Sunday 7 June 2015

Hot Mess

York 34 - Hornets 20

Seems that a lot of things can change in a week in Rugby League.

Even before this shoddy car-crash of a game began, there were indications that the large Hornets following might be in for an ‘interesting’ afternoon. A backline shorn of English, Bloomfield, Hull, Paterson and Langley had a makeshift look to it and York exploited that to the maximum; shipping the ball to the edges and peppering stand-in wings Alex Trumper (yes) and Matt Dawson with a rain of aerial attacks.

From the scrappy start, you could sense unease in the Hornets defence - a dropped kick, a fumbled pass, York gifted early field position - a last tackle kick causing chaos in the Hornets in-goal resulting in a drop-out. York took advantage, Cunningham shrugging his way through some ordinary tackling to score: 4-nil

After 10 minutes with no meaningful possession, Hornets’ slow-turning defence was exploited: York shipping the ball right, a neat kick inside where Smith took advantage of a two on none overlap to score under the black dot. Too easy; 10-0.

After much huffing and puffing, Hornets finally got to play some football in York’s half but the set fizzled out. York burst straight back, only to see the last pass go to ground. Hornets reciprocated with a pedestrian set that ended in a forward pass. Fortunately, York coughed the ball straight back and Hornets found the fluidity to ship the ball wide for Alex Trumper to score by the flag. Paul Crook hit the spot from the touchline and, at 10-6 Hornets were back in the game.

But not for long. Swamped in a rising tide of poor decisions, dropped passes, cheap penalties and quite miserable body-language, Hornets delivered their worst 15 minutes of the season, gifting York possibly their easiest.

On 25 minutes a last tackle cut-out pass found Clare with space to score out wide; on 30 minutes some frankly awful defence in centre-field saw Dent capitalise, strolling under the posts from 30 metres; then York switched the direction of play for Channing to step through a stretched, retreating defence to pick his spot; then rapid hands left where Clare scored, untouched, in the corner. Dent added insult to injury off the touchline and Hornets were left sucking the wet-end of an embarrassing 30-6 scoreline.

In the dying seconds of the half Hornets got a scintilla of luck when a dropped ball was hacked 50 metres upfield where Danny Yates was able to touch down. Yates the two - and Hornets performance given a thin veneer of respectabilty. Half time 30-12.

It was going to need a half-time team talk of Churchillian proportions to turn this mess around.

Hornets began the second half in shambolic fashion: Matt Dawson knocked on from the kick-off and, from the resulting York attack, shipped a drop-out, tackled in-goal.

But rather than crack as they had in the first half, Hornets began to play some football. On 50 minutes a pinpoint Danny Yates cross-field kick was tapped down by Matt Dawson for Jack Ashworth to score.

Then Ant Walker crashing in off a short ball - but the last pass deemed forward by a touch-judge 50 metres away. No matter 

Two minutes later Hornets jolted the ball loose in the tackle, Matt Dawson the first to react, regathering to score. Game on at 30-20 with 18 minutes to play.

Despite struggling to complete sets in any real meaningful manner, Hornets were now playing the game deep in York’s half. But, when Jack Ashworth’s one-on-one steal was somehow penalised for offside (we know, ridiculous), York sensed the release of pressure.

Indeed, on 70 minutes a nothing kick fumbled by understudy full-back Brad Hargreaves gave York a repeat set and, off an almost slow-motion approach, Dent scored out wide to put this basket-case of a game to bed.

In the wash-up the Hornets fans spoke of the ‘curse of the green away kit’ and ‘the curse of the month of away games’ - but it was the curse of soft penalties, slack defence, no discernible last-tackle plan and that simply shocking 15 minutes before half-time that really did the damage here. Any side gifted a 30-point bonus would have to go some to lose and York were no exception. 

The only real positive we took from this was that we’d have to go some to play this badly again. And it seems that all the other teams around us had a bit of an ordinary afternoon too - Oldham and Newcastle both choking to keep Hornets in second place in League 1.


[Brief]:
What you give back must match the data exactly, minus the pictures.

[Data provided]:
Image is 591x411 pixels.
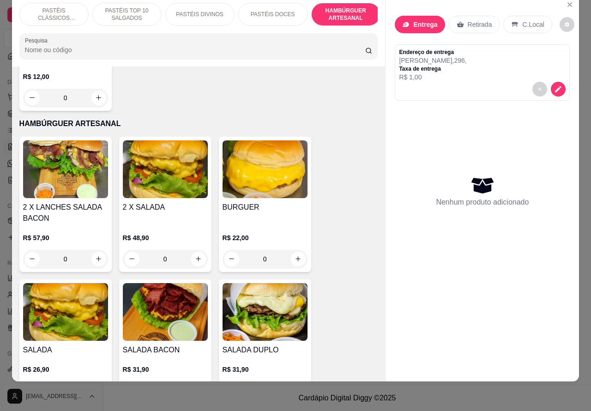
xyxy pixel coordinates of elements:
p: R$ 22,00 [223,233,308,242]
p: PASTÉIS DIVINOS [176,11,223,18]
p: Retirada [468,20,492,29]
p: R$ 12,00 [23,72,108,81]
img: product-image [223,140,308,198]
h4: 2 X SALADA [123,202,208,213]
p: R$ 1,00 [399,73,466,82]
p: R$ 31,90 [123,365,208,374]
h4: 2 X LANCHES SALADA BACON [23,202,108,224]
button: decrease-product-quantity [560,17,575,32]
p: PASTÉIS TOP 10 SALGADOS [100,7,154,22]
p: Taxa de entrega [399,65,466,73]
button: increase-product-quantity [91,91,106,105]
p: Entrega [413,20,437,29]
label: Pesquisa [25,36,51,44]
img: product-image [23,283,108,341]
p: [PERSON_NAME] , 296 , [399,56,466,65]
p: R$ 26,90 [23,365,108,374]
img: product-image [23,140,108,198]
h4: BURGUER [223,202,308,213]
p: Nenhum produto adicionado [436,197,529,208]
button: decrease-product-quantity [532,82,547,97]
p: Endereço de entrega [399,48,466,56]
input: Pesquisa [25,45,365,54]
p: C.Local [522,20,544,29]
img: product-image [123,283,208,341]
h4: SALADA [23,345,108,356]
p: R$ 57,90 [23,233,108,242]
p: PASTÉIS DOCES [251,11,295,18]
p: R$ 48,90 [123,233,208,242]
p: HAMBÚRGUER ARTESANAL [19,118,378,129]
p: R$ 31,90 [223,365,308,374]
p: HAMBÚRGUER ARTESANAL [319,7,373,22]
button: decrease-product-quantity [25,91,40,105]
img: product-image [123,140,208,198]
img: product-image [223,283,308,341]
h4: SALADA BACON [123,345,208,356]
p: PASTÉIS CLÁSSICOS SALGADOS [27,7,81,22]
button: decrease-product-quantity [551,82,566,97]
h4: SALADA DUPLO [223,345,308,356]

[Task response]:
Image is 591x411 pixels.
xyxy pixel coordinates of elements:
p: R$ 22,00 [223,233,308,242]
p: PASTÉIS DIVINOS [176,11,223,18]
p: Retirada [468,20,492,29]
p: R$ 12,00 [23,72,108,81]
img: product-image [223,140,308,198]
h4: 2 X SALADA [123,202,208,213]
p: R$ 1,00 [399,73,466,82]
p: R$ 31,90 [123,365,208,374]
h4: 2 X LANCHES SALADA BACON [23,202,108,224]
button: decrease-product-quantity [560,17,575,32]
p: PASTÉIS TOP 10 SALGADOS [100,7,154,22]
p: Taxa de entrega [399,65,466,73]
button: increase-product-quantity [91,91,106,105]
p: Entrega [413,20,437,29]
label: Pesquisa [25,36,51,44]
img: product-image [23,283,108,341]
p: [PERSON_NAME] , 296 , [399,56,466,65]
p: R$ 26,90 [23,365,108,374]
img: product-image [23,140,108,198]
h4: BURGUER [223,202,308,213]
p: Nenhum produto adicionado [436,197,529,208]
button: decrease-product-quantity [532,82,547,97]
p: Endereço de entrega [399,48,466,56]
input: Pesquisa [25,45,365,54]
p: C.Local [522,20,544,29]
img: product-image [123,283,208,341]
h4: SALADA [23,345,108,356]
p: R$ 57,90 [23,233,108,242]
p: PASTÉIS DOCES [251,11,295,18]
p: R$ 48,90 [123,233,208,242]
p: HAMBÚRGUER ARTESANAL [19,118,378,129]
p: R$ 31,90 [223,365,308,374]
p: HAMBÚRGUER ARTESANAL [319,7,373,22]
button: decrease-product-quantity [25,91,40,105]
img: product-image [123,140,208,198]
img: product-image [223,283,308,341]
h4: SALADA BACON [123,345,208,356]
p: PASTÉIS CLÁSSICOS SALGADOS [27,7,81,22]
button: decrease-product-quantity [551,82,566,97]
h4: SALADA DUPLO [223,345,308,356]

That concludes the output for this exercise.